The UK solar market has seen great change over the last year, with prices falling dramatically, leading to the growth of subsidy free developments as the sector comes of age.
Following the closure of the feed-in tariff (FiT) in the UK on 31 March 2019, clean energy company AMP launched a funding partnership with Eden Sustainable to help deliver the 30MW pipeline of projects the two had (15MW of which advanced) and more.
The company’s Clean Energy Funding has continued to focus on solar, with an optimistic approach to the technology, as MD Mark Tarry explained in a recent interview.
“Solar is an important part of the renewables mix and can suit a range of organisations from schools, hotels to SMEs and large multinationals. AMP Clean Energy provides funding and development opportunities for solar PV through a Power Purchase Agreement in the post subsidy world.
“So, we think that market is about to go bang, and I mean bang in a good way because it's the easiest thing to do, isn't it? If you have a roof, and you've made a statement about climate change, it makes sense to put some solar panels up. Solar is sustainable and provides low cost, predictably priced energy over the long term.
“I think it will just go the way of the mobile phone market. Companies have better things to do than invest in infrastructure yields which are around 8-12%. Most companies have three year/two year payback on that capital. So why not have somebody else fund their solar and just buy the power they use?”
Tarry continued to explain the importance of the reduction of the cost of solar, although unlike technologies like biomass which forms a large part of the company’s business, it is still relatively nascent.
Further advances are therefore likely he said, even as “costs in solar have come down unbelievably which is good for funders and end users.”
This cost reduction has been crucial as the industry entered a “new era” last year, moving into a post FiT world. There have also been a number of developments in large scale solar in the past year as increasingly developers and funds alike set their sights on subsidy free solar farms and installations. NextEnergy Solar Fund switched on its 50MWp subsidy-free Staughton solar farm, billed as the largest in the UK so far, in December.
In February, Community Owned Renewable Energy Partners and Yealm Community Energy celebrated the successful connection to the grid of their first subsidy free development, a ground-mounted 7.3MW solar PV farm.
Solarcentury recently announced that it was returning to the UK market with a 62MW planned for a Welsh site, thanks to the emergence of viable subsidy free development.
All of this talks to a greatly changed industry, but as Tarry mentioned, there is still room for growth for rooftop solar as well.
“The FiT has done exactly what it was designed to do which was to galvanize action and drive down costs and stimulate the solar market to stand on its own two feet. And what it drove was a lot of large ground-mounted solar really – if you look at the install capacity base, I would imagine the majority of that is in front of the meter ground-mounted, and a relatively small amount is rooftop, behind the meter.
“In a post subsidy world, I suspect, we will see more PPA activity in rooftop solar because it is a more investable proposition, both for funders and for corporates it's an easier thing to do.”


### WHAT IS EXPECTED
For the word "очікування", state how many lines of the data include it. Respond with the number only.

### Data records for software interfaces
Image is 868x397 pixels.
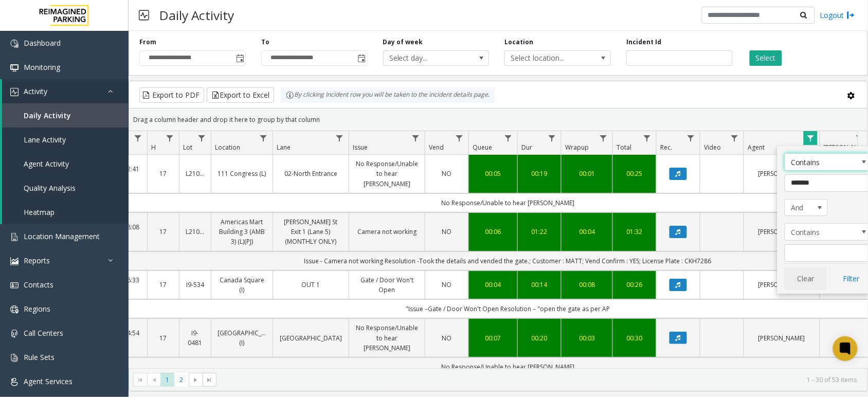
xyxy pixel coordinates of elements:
a: 00:14 [524,280,555,289]
a: [PERSON_NAME] [750,169,814,178]
a: 02-North Entrance [279,169,343,178]
span: Daily Activity [24,111,71,121]
a: Heatmap [2,200,128,224]
a: 00:25 [619,169,650,178]
a: 17 [154,333,173,343]
a: Issue Filter Menu [409,131,423,145]
a: Agent Filter Menu [804,131,818,145]
img: 'icon' [10,233,18,241]
span: Vend [429,143,444,152]
span: Contacts [24,280,53,289]
a: [GEOGRAPHIC_DATA] (I) [217,328,266,348]
a: [PERSON_NAME] [750,333,814,343]
span: Rule Sets [24,352,55,362]
a: 00:19 [524,169,555,178]
span: Video [704,143,721,152]
span: Select location... [505,51,589,65]
a: 00:30 [619,333,650,343]
img: 'icon' [10,282,18,289]
span: Contains [785,224,854,240]
a: Location Filter Menu [257,131,270,145]
a: Wrapup Filter Menu [596,131,611,145]
a: Lot Filter Menu [195,131,209,145]
a: [PERSON_NAME] [750,280,814,289]
a: Camera not working [355,227,419,237]
span: Location [215,143,240,152]
span: Go to the next page [189,373,203,387]
span: Agent Services [24,377,72,386]
span: Heatmap [24,207,55,217]
a: Queue Filter Menu [501,131,515,145]
span: Quality Analysis [24,183,75,193]
a: Americas Mart Building 3 (AMB 3) (L)(PJ) [217,217,266,247]
div: 01:32 [619,227,650,237]
button: Select [750,51,782,66]
kendo-pager-info: 1 - 30 of 53 items [223,376,857,385]
span: Queue [473,143,493,152]
span: Lane Activity [24,135,66,144]
a: 00:05 [475,169,512,178]
span: Dur [522,143,532,152]
span: Wrapup [565,143,589,152]
a: NO [431,227,462,237]
span: Regions [24,304,50,314]
a: 00:04 [475,280,512,289]
a: 17 [154,280,173,289]
button: Export to Excel [207,87,274,103]
a: Gate / Door Won't Open [355,275,419,295]
a: Dur Filter Menu [545,131,559,145]
a: I9-534 [186,280,205,289]
a: Canada Square (I) [217,275,266,295]
span: Go to the last page [205,376,213,385]
a: 00:06 [475,227,512,237]
span: Toggle popup [234,51,245,65]
label: To [261,37,270,47]
a: Logout [820,10,856,21]
span: Agent Activity [24,159,69,169]
a: Parker Filter Menu [853,131,867,145]
span: Page 1 [160,373,174,387]
div: 00:03 [568,333,607,343]
span: Toggle popup [356,51,367,65]
span: Reports [24,256,50,266]
img: pageIcon [139,2,149,28]
span: Lane [277,143,291,152]
a: 00:26 [619,280,650,289]
img: 'icon' [10,305,18,314]
a: No Response/Unable to hear [PERSON_NAME] [355,323,419,353]
label: Day of week [383,37,424,47]
a: Activity [2,79,128,103]
a: Lane Filter Menu [333,131,347,145]
a: Rec. Filter Menu [684,131,698,145]
a: 01:22 [524,227,555,237]
span: Go to the last page [203,373,216,387]
a: Daily Activity [2,103,128,128]
img: 'icon' [10,330,18,338]
a: 00:01 [568,169,607,178]
div: 00:08 [568,280,607,289]
h3: Daily Activity [154,2,239,28]
span: NO [443,228,452,236]
div: Data table [129,131,868,368]
a: NO [431,333,462,343]
label: From [140,37,156,47]
label: Location [504,37,534,47]
img: 'icon' [10,40,18,48]
span: Contains [785,154,854,171]
button: Clear [785,267,827,290]
a: 17 [154,227,173,237]
span: Page 2 [174,373,188,387]
a: 00:20 [524,333,555,343]
a: NO [431,169,462,178]
span: Agent [748,143,765,152]
label: Incident Id [626,37,661,47]
a: L21066000 [186,169,205,178]
a: Total Filter Menu [640,131,654,145]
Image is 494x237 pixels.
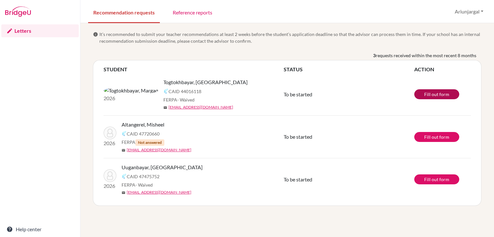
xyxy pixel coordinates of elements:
[122,174,127,179] img: Common App logo
[169,105,233,110] a: [EMAIL_ADDRESS][DOMAIN_NAME]
[122,182,153,189] span: FERPA
[163,89,169,94] img: Common App logo
[168,1,218,23] a: Reference reports
[163,79,248,86] span: Togtokhbayar, [GEOGRAPHIC_DATA]
[122,149,126,153] span: mail
[414,66,471,73] th: ACTION
[104,95,158,102] p: 2026
[104,182,116,190] p: 2026
[122,131,127,136] img: Common App logo
[127,147,191,153] a: [EMAIL_ADDRESS][DOMAIN_NAME]
[452,5,487,18] button: Ariunjargal
[93,32,98,37] span: info
[135,140,164,146] span: Not answered
[104,140,116,147] p: 2026
[99,31,482,44] span: It’s recommended to submit your teacher recommendations at least 2 weeks before the student’s app...
[5,6,31,17] img: Bridge-U
[177,97,195,103] span: - Waived
[104,87,158,95] img: Togtokhbayar, Margad
[284,134,312,140] span: To be started
[122,191,126,195] span: mail
[127,173,160,180] span: CAID 47475752
[414,89,460,99] a: Fill out form
[1,223,79,236] a: Help center
[122,121,164,129] span: Altangerel, Misheel
[373,52,376,59] b: 3
[88,1,160,23] a: Recommendation requests
[127,131,160,137] span: CAID 47720660
[1,24,79,37] a: Letters
[414,132,460,142] a: Fill out form
[163,97,195,103] span: FERPA
[104,127,116,140] img: Altangerel, Misheel
[122,164,203,172] span: Uuganbayar, [GEOGRAPHIC_DATA]
[163,106,167,110] span: mail
[284,177,312,183] span: To be started
[376,52,477,59] span: requests received within the most recent 8 months
[284,91,312,98] span: To be started
[284,66,414,73] th: STATUS
[169,88,201,95] span: CAID 44016118
[104,66,284,73] th: STUDENT
[414,175,460,185] a: Fill out form
[104,170,116,182] img: Uuganbayar, Bilguun
[127,190,191,196] a: [EMAIL_ADDRESS][DOMAIN_NAME]
[135,182,153,188] span: - Waived
[122,139,164,146] span: FERPA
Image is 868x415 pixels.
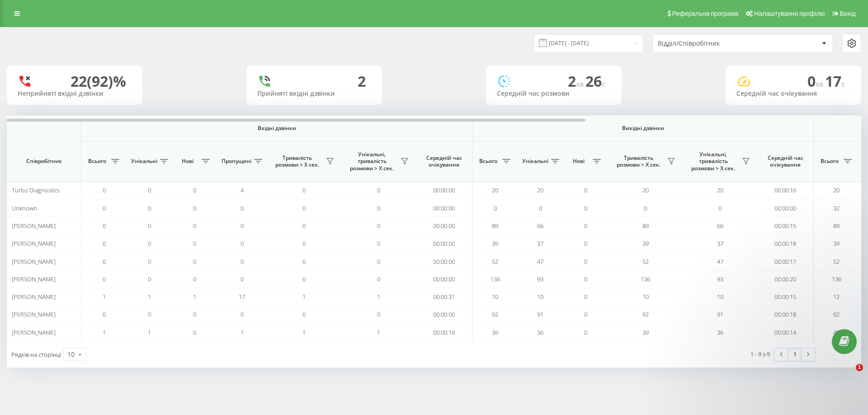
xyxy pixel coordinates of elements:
[148,328,151,337] span: 1
[241,240,243,248] span: 0
[241,258,243,266] span: 0
[658,40,766,48] div: Відділ/Співробітник
[537,222,544,230] span: 66
[522,157,549,165] span: Унікальні
[584,258,587,266] span: 0
[70,73,126,90] div: 22 (92)%
[176,157,199,165] span: Нові
[103,240,106,248] span: 0
[492,222,498,230] span: 89
[537,275,544,283] span: 93
[148,293,151,301] span: 1
[377,311,380,319] span: 0
[754,10,825,17] span: Налаштування профілю
[148,222,151,230] span: 0
[193,275,196,283] span: 0
[687,151,740,172] span: Унікальні, тривалість розмови > Х сек.
[193,311,196,319] span: 0
[416,288,473,306] td: 00:00:31
[416,306,473,323] td: 00:00:00
[537,186,544,194] span: 20
[377,222,380,230] span: 0
[12,293,55,301] span: [PERSON_NAME]
[416,271,473,288] td: 00:00:00
[642,240,649,248] span: 39
[12,240,55,248] span: [PERSON_NAME]
[377,275,380,283] span: 0
[86,157,109,165] span: Всього
[492,240,498,248] span: 39
[672,10,739,17] span: Реферальна програма
[377,186,380,194] span: 0
[537,293,544,301] span: 10
[642,258,649,266] span: 52
[494,204,497,212] span: 0
[837,364,859,386] iframe: Intercom live chat
[271,155,323,169] span: Тривалість розмови > Х сек.
[737,90,850,98] div: Середній час очікування
[67,350,75,359] div: 10
[257,90,371,98] div: Прийняті вхідні дзвінки
[193,222,196,230] span: 0
[642,293,649,301] span: 10
[492,293,498,301] span: 10
[241,311,243,319] span: 0
[641,275,650,283] span: 136
[12,222,55,230] span: [PERSON_NAME]
[302,293,306,301] span: 1
[537,328,544,337] span: 36
[539,204,542,212] span: 0
[358,73,366,90] div: 2
[416,324,473,342] td: 00:00:16
[584,275,587,283] span: 0
[815,79,825,89] span: хв
[492,258,498,266] span: 52
[105,125,449,132] span: Вхідні дзвінки
[103,275,106,283] span: 0
[302,311,306,319] span: 0
[11,350,61,359] span: Рядків на сторінці
[103,311,106,319] span: 0
[537,240,544,248] span: 37
[12,328,55,337] span: [PERSON_NAME]
[103,222,106,230] span: 0
[416,182,473,199] td: 00:00:00
[148,311,151,319] span: 0
[377,293,380,301] span: 1
[825,72,845,91] span: 17
[377,240,380,248] span: 0
[642,311,649,319] span: 92
[148,275,151,283] span: 0
[377,258,380,266] span: 0
[238,293,245,301] span: 17
[567,157,590,165] span: Нові
[131,157,158,165] span: Унікальні
[12,186,60,194] span: Turbo Diagnostics
[494,125,793,132] span: Вихідні дзвінки
[584,293,587,301] span: 0
[492,328,498,337] span: 39
[302,275,306,283] span: 0
[302,222,306,230] span: 0
[193,328,196,337] span: 0
[241,222,243,230] span: 0
[764,155,806,169] span: Середній час очікування
[148,258,151,266] span: 0
[644,204,647,212] span: 0
[14,157,73,165] span: Співробітник
[12,275,55,283] span: [PERSON_NAME]
[302,186,306,194] span: 0
[302,240,306,248] span: 0
[148,204,151,212] span: 0
[841,79,845,89] span: c
[193,240,196,248] span: 0
[584,240,587,248] span: 0
[241,328,243,337] span: 1
[416,253,473,270] td: 00:00:00
[148,240,151,248] span: 0
[193,186,196,194] span: 0
[584,186,587,194] span: 0
[193,293,196,301] span: 1
[477,157,500,165] span: Всього
[302,258,306,266] span: 0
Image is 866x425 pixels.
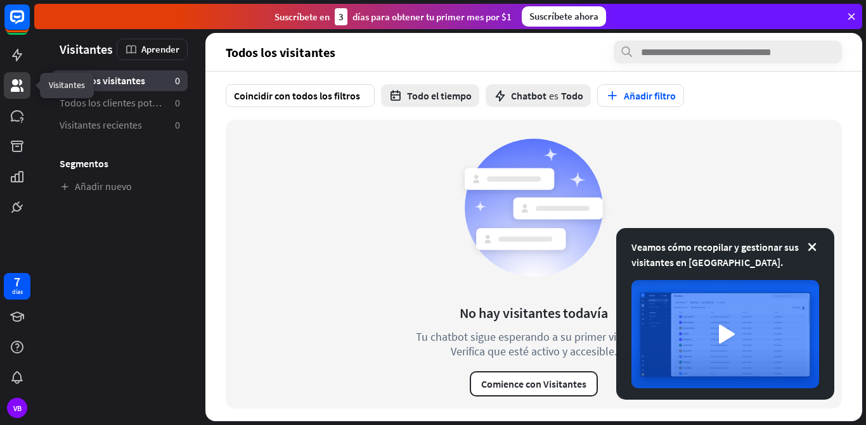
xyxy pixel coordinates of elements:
font: Visitantes [60,41,113,57]
font: Coincidir con todos los filtros [234,89,360,102]
font: No hay visitantes todavía [459,304,608,322]
font: Todo el tiempo [407,89,471,102]
font: Comience con Visitantes [481,378,586,390]
font: Veamos cómo recopilar y gestionar sus visitantes en [GEOGRAPHIC_DATA]. [631,241,798,269]
font: Todos los visitantes [226,44,335,60]
button: Añadir filtro [597,84,684,107]
font: Todo [561,89,583,102]
font: VB [13,404,22,413]
font: Aprender [141,43,179,55]
font: Suscríbete en [274,11,329,23]
font: Visitantes recientes [60,118,142,131]
font: Añadir nuevo [75,180,132,193]
font: Todos los visitantes [60,74,145,87]
font: 0 [175,96,180,109]
font: Suscríbete ahora [529,10,598,22]
font: 0 [175,74,180,87]
font: 7 [14,274,20,290]
a: Visitantes recientes 0 [52,115,188,136]
a: Todos los clientes potenciales 0 [52,93,188,113]
font: Añadir filtro [624,89,675,102]
font: 3 [338,11,343,23]
button: Abrir el widget de chat LiveChat [10,5,48,43]
a: 7 días [4,273,30,300]
font: Segmentos [60,157,108,170]
img: imagen [631,280,819,388]
button: Todo el tiempo [381,84,479,107]
button: Comience con Visitantes [470,371,598,397]
font: Chatbot [511,89,546,102]
font: Tu chatbot sigue esperando a su primer visitante. Verifica que esté activo y accesible. [416,329,651,359]
font: 0 [175,118,180,131]
font: es [549,89,558,102]
font: días [12,288,23,296]
font: días para obtener tu primer mes por $1 [352,11,511,23]
font: Todos los clientes potenciales [60,96,187,109]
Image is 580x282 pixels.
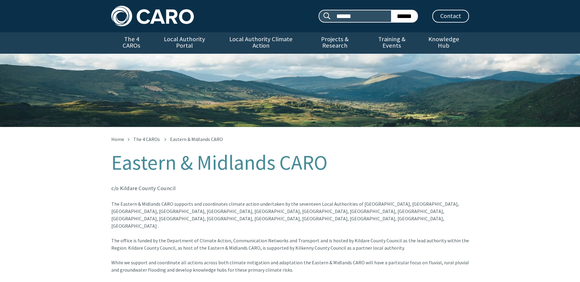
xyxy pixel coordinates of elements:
span: Eastern & Midlands CARO [170,136,223,142]
a: The 4 CAROs [133,136,160,142]
a: Knowledge Hub [419,32,469,54]
font: The Eastern & Midlands CARO supports and coordinates climate action undertaken by the seventeen L... [111,201,469,251]
h1: Eastern & Midlands CARO [111,152,469,174]
a: Projects & Research [304,32,365,54]
a: The 4 CAROs [111,32,152,54]
a: Training & Events [365,32,419,54]
p: c/o Kildare County Council [111,184,469,193]
a: Local Authority Portal [152,32,217,54]
a: Contact [432,10,469,23]
a: Local Authority Climate Action [217,32,304,54]
img: Caro logo [111,6,194,26]
a: Home [111,136,124,142]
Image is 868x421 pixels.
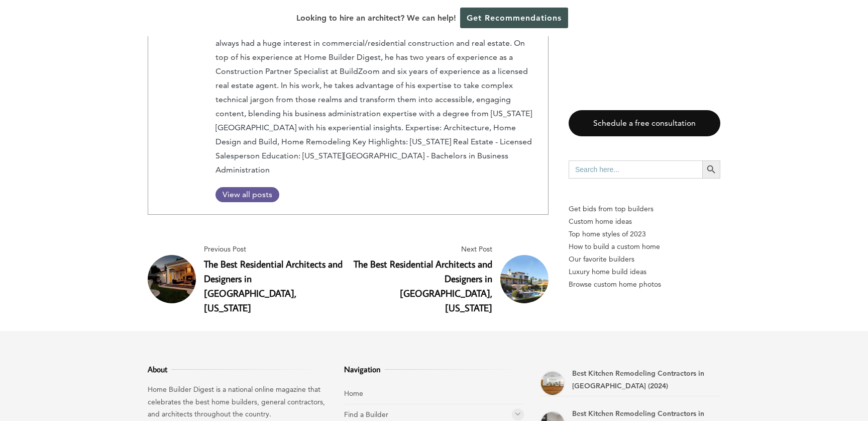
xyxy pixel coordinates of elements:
[344,363,524,375] h3: Navigation
[148,363,328,375] h3: About
[569,240,720,253] a: How to build a custom home
[460,8,568,28] a: Get Recommendations
[344,410,389,418] a: Find a Builder
[569,160,702,178] input: Search here...
[569,265,720,278] a: Luxury home build ideas
[215,8,535,177] p: [PERSON_NAME] is an Editor at Home Builder Digest with around four years of experience as a write...
[569,278,720,290] a: Browse custom home photos
[706,164,716,174] svg: Search
[353,257,492,313] a: The Best Residential Architects and Designers in [GEOGRAPHIC_DATA], [US_STATE]
[215,187,280,202] a: View all posts
[572,368,704,390] a: Best Kitchen Remodeling Contractors in [GEOGRAPHIC_DATA] (2024)
[569,203,720,215] p: Get bids from top builders
[352,243,492,255] span: Next Post
[204,243,344,255] span: Previous Post
[540,371,565,395] a: Best Kitchen Remodeling Contractors in Doral (2024)
[204,257,342,313] a: The Best Residential Architects and Designers in [GEOGRAPHIC_DATA], [US_STATE]
[569,215,720,228] a: Custom home ideas
[569,110,720,137] a: Schedule a free consultation
[569,253,720,265] a: Our favorite builders
[569,228,720,240] a: Top home styles of 2023
[215,190,280,199] span: View all posts
[148,383,328,420] p: Home Builder Digest is a national online magazine that celebrates the best home builders, general...
[344,389,363,397] a: Home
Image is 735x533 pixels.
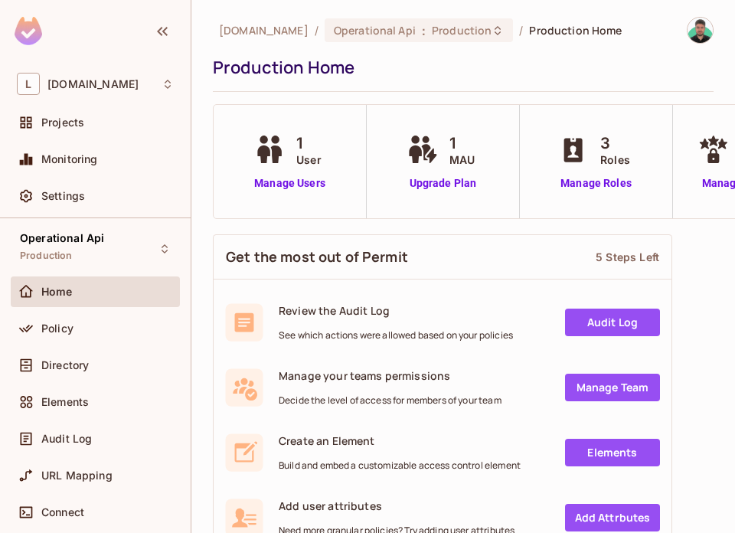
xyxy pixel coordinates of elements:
[219,23,309,38] span: the active workspace
[213,56,706,79] div: Production Home
[20,232,104,244] span: Operational Api
[296,152,322,168] span: User
[41,153,98,165] span: Monitoring
[279,459,521,472] span: Build and embed a customizable access control element
[41,396,89,408] span: Elements
[596,250,659,264] div: 5 Steps Left
[17,73,40,95] span: L
[565,309,660,336] a: Audit Log
[279,329,513,341] span: See which actions were allowed based on your policies
[554,175,638,191] a: Manage Roles
[41,506,84,518] span: Connect
[41,286,73,298] span: Home
[279,498,514,513] span: Add user attributes
[334,23,416,38] span: Operational Api
[565,374,660,401] a: Manage Team
[41,116,84,129] span: Projects
[279,368,501,383] span: Manage your teams permissions
[250,175,329,191] a: Manage Users
[432,23,491,38] span: Production
[41,469,113,482] span: URL Mapping
[296,132,322,155] span: 1
[279,433,521,448] span: Create an Element
[529,23,622,38] span: Production Home
[279,394,501,407] span: Decide the level of access for members of your team
[565,504,660,531] a: Add Attrbutes
[421,24,426,37] span: :
[449,132,475,155] span: 1
[226,247,408,266] span: Get the most out of Permit
[41,359,89,371] span: Directory
[600,132,630,155] span: 3
[315,23,318,38] li: /
[41,322,73,335] span: Policy
[600,152,630,168] span: Roles
[519,23,523,38] li: /
[20,250,73,262] span: Production
[41,433,92,445] span: Audit Log
[687,18,713,43] img: Felipe Henriquez
[47,78,139,90] span: Workspace: lakpa.cl
[15,17,42,45] img: SReyMgAAAABJRU5ErkJggg==
[565,439,660,466] a: Elements
[279,303,513,318] span: Review the Audit Log
[403,175,482,191] a: Upgrade Plan
[449,152,475,168] span: MAU
[41,190,85,202] span: Settings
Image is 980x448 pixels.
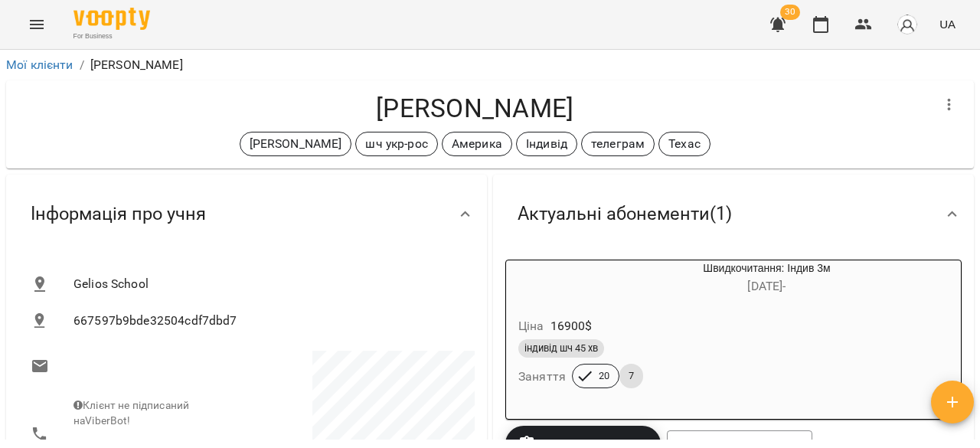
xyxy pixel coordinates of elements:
span: 30 [780,5,800,20]
div: Актуальні абонементи(1) [493,175,975,253]
p: телеграм [591,135,645,153]
span: Актуальні абонементи ( 1 ) [518,202,732,226]
p: Індивід [526,135,567,153]
span: 20 [590,369,619,383]
span: індивід шч 45 хв [519,341,604,356]
div: Техас [659,132,710,157]
div: Інформація про учня [6,175,487,253]
div: шч укр-рос [356,132,437,157]
span: Gelios School [73,275,462,293]
span: Клієнт не підписаний на ViberBot! [73,399,189,426]
div: Америка [442,132,512,157]
span: [DATE] - [747,279,785,293]
span: 667597b9bde32504cdf7dbd7 [73,311,462,330]
a: Мої клієнти [6,57,73,72]
p: [PERSON_NAME] [250,135,342,153]
li: / [80,56,84,74]
div: Індивід [516,132,577,157]
button: UA [934,10,962,38]
p: 16900 $ [551,317,593,336]
div: Швидкочитання: Індив 3м [580,261,955,297]
div: телеграм [581,132,655,157]
p: [PERSON_NAME] [90,56,183,74]
span: UA [940,16,956,33]
p: шч укр-рос [366,135,427,153]
span: Інформація про учня [31,202,206,226]
img: avatar_s.png [897,14,918,35]
button: Швидкочитання: Індив 3м[DATE]- Ціна16900$індивід шч 45 хвЗаняття207 [506,261,955,406]
h6: Заняття [519,367,566,387]
h4: [PERSON_NAME] [18,92,931,124]
span: For Business [73,32,150,42]
img: Voopty Logo [73,7,150,30]
p: Техас [669,135,700,153]
div: [PERSON_NAME] [240,132,352,157]
h6: Ціна [519,316,545,337]
span: 7 [620,369,643,383]
div: Швидкочитання: Індив 3м [506,261,580,297]
button: Menu [18,6,55,43]
nav: breadcrumb [6,56,975,74]
p: Америка [452,135,502,153]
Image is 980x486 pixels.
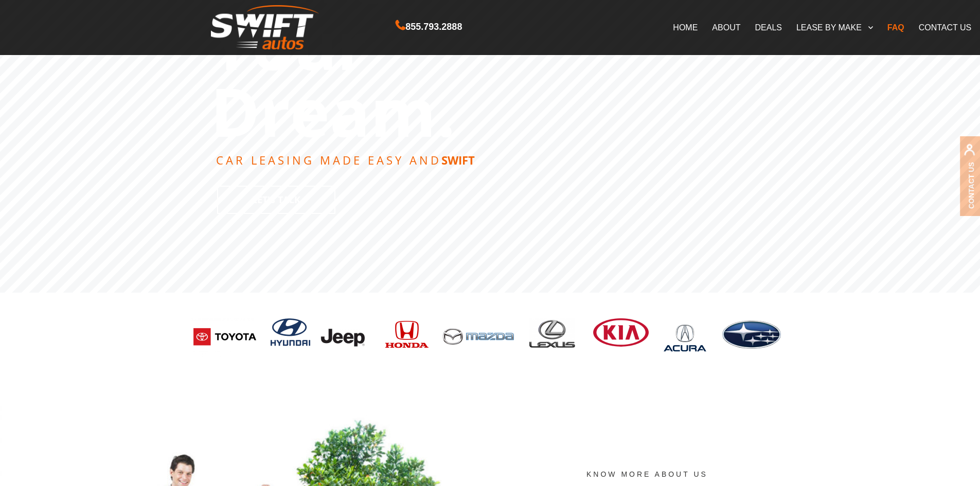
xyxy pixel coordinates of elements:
[442,153,475,168] strong: SWIFT
[705,17,748,38] a: ABOUT
[720,316,784,351] img: Swift Autos homepage promoting easy car leasing and showcasing available vehicles and current deals.
[216,155,475,166] rs-layer: CAR LEASING MADE EASY AND
[211,6,320,50] img: Swift Autos
[789,17,880,38] a: LEASE BY MAKE
[384,318,430,354] img: honda logo
[217,185,335,214] a: Let's Talk
[590,318,650,346] img: kia logo
[748,17,789,38] a: DEALS
[271,318,310,351] img: hyundai logo
[587,471,828,479] h5: KNOW MORE ABOUT US
[666,17,705,38] a: HOME
[441,329,518,344] img: Image of Swift Autos car leasing service showcasing hassle-free vehicle delivery and current leas...
[320,318,374,355] img: jeep logo
[660,316,710,360] img: Swift Autos homepage showcasing easy car leasing services, highlighting convenience and personali...
[189,318,261,357] img: toyota logo
[396,22,462,32] a: 855.793.2888
[405,20,462,34] span: 855.793.2888
[528,318,579,349] img: lexas logo
[912,17,979,38] a: CONTACT US
[880,17,912,38] a: FAQ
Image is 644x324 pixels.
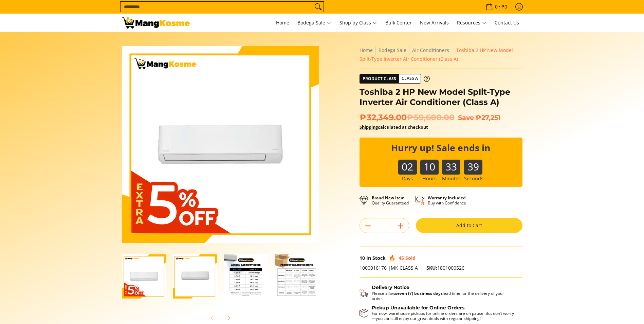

### RESULT FOR THIS TASK
2